Thursday, September 22, 2011

It's My Life, Don't You Forget

I have come to realize in my old age, I’m 31 and I’m allowed to say that now, that I don’t “play the field” as well as I used to. Not that I overly played it in my younger days, but now that I’m older and have three small children, I realize that I don’t have the energy to play Chutes and Ladders most days, never mind the dating field. Not only do I work a full-time job, I am also struggling to balance that with a full-time class load at DeVry University online. Who has time to find a sitter, shower, make myself look human, (AKA fake) and pretend to be a lady on a date when the good Lord knows I’m just waiting for my date to say goodnight so I can take off my bra and put on my granny pajamas and curl up in bed with my book? It’s utterly exhausting. I think my problem is that I try too hard on dates to be what the other person is looking for, instead of being myself.



I have always been a people pleaser and taken on project type men and tried to fix them into what I needed them to be instead of finding someone who was exactly what I needed them to be from the start. In my twenties, I saw this as a challenge and an adventure, even though that always ended up getting tiring when my superb efforts to be everything to someone only landed me my latest broken heart. It’s only after a decade of mistakes and failed attempts at the “dream” relationship that I finally realized that love shouldn’t be so hard, and if it is, it probably isn’t real love to begin with. Bad relationships are my worst addiction. In my opinion, being involved with bad men is a worse drug than anything you can get on the street. Unfortunately, there isn’t a rehab center for women who fall hopelessly in love with loser after loser hoping to turn them into the prince charming they so desperately want them to be. So I struggled, I spent thousands of dollars, I took physical and emotional abuse, I put my children in undesirable situations and sacrificed my own wants and needs to meet the ones of my undeserving partner, If you can even call them a partner. It was more like raising another child, time and time again.


What finally broke the cycle for me? I don’t know if I even have. I have no idea what the hell I am doing most days. I don’t have a five year plan. I don’t have a savings account. I don’t know if I’m going to make it to work on time every day, never mind graduate college. In my life, I have to take things one day at a time. I’ve had to learn to take a deep breath every once in a while and just focus on what’s happening now instead of obsessing over what should or could be tomorrow. I’ve had to learn to say no to them and yes to me. And for the first time in about 15 years, I feel good about myself. I’m in a better place emotionally than I have been in a long time. It’s empowering to know that I finally have control over my life. What happens today is my decision and no one else’s. If I mess up, it’s on me. If I succeed, that’s also on me.

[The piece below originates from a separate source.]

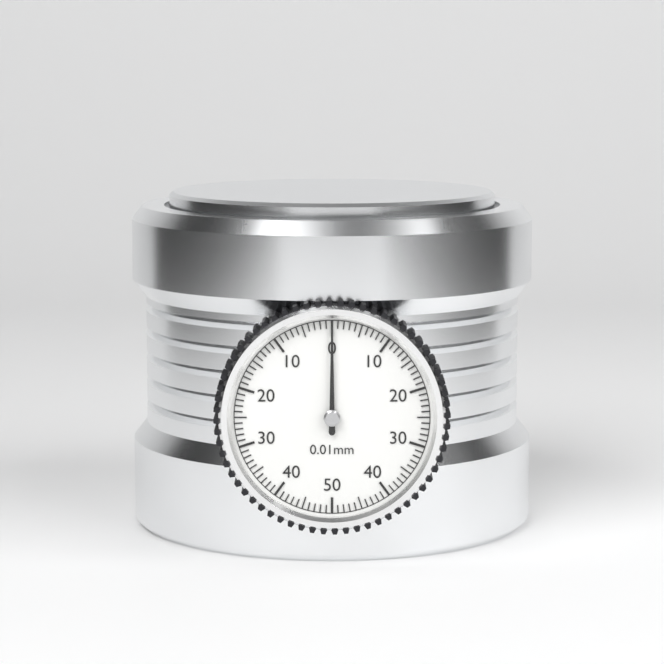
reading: 0.00 mm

I’m no longer living life in a constant reactive state. I’m no longer cleaning up messes I didn’t make, aside from the ones my children make every day. It is MY life.


I am living for myself and my children for the first time in a long time and it feels so good. If someone should happen to come along who can accept me and my children for who we are, ratty holey pajamas and all, then good for them. I refuse to put on a face full of makeup for someone else ever again. I am not a clown. It is not my job to make them laugh, although I probably will. I’ll get dressed up to make myself feel good. I’ll put on my makeup because is pretty and fun to wear, but as Marilyn Monroe said, “If you can’t handle me at my worst, then you sure as hell don’t deserve me at my best”. Challenge accepted.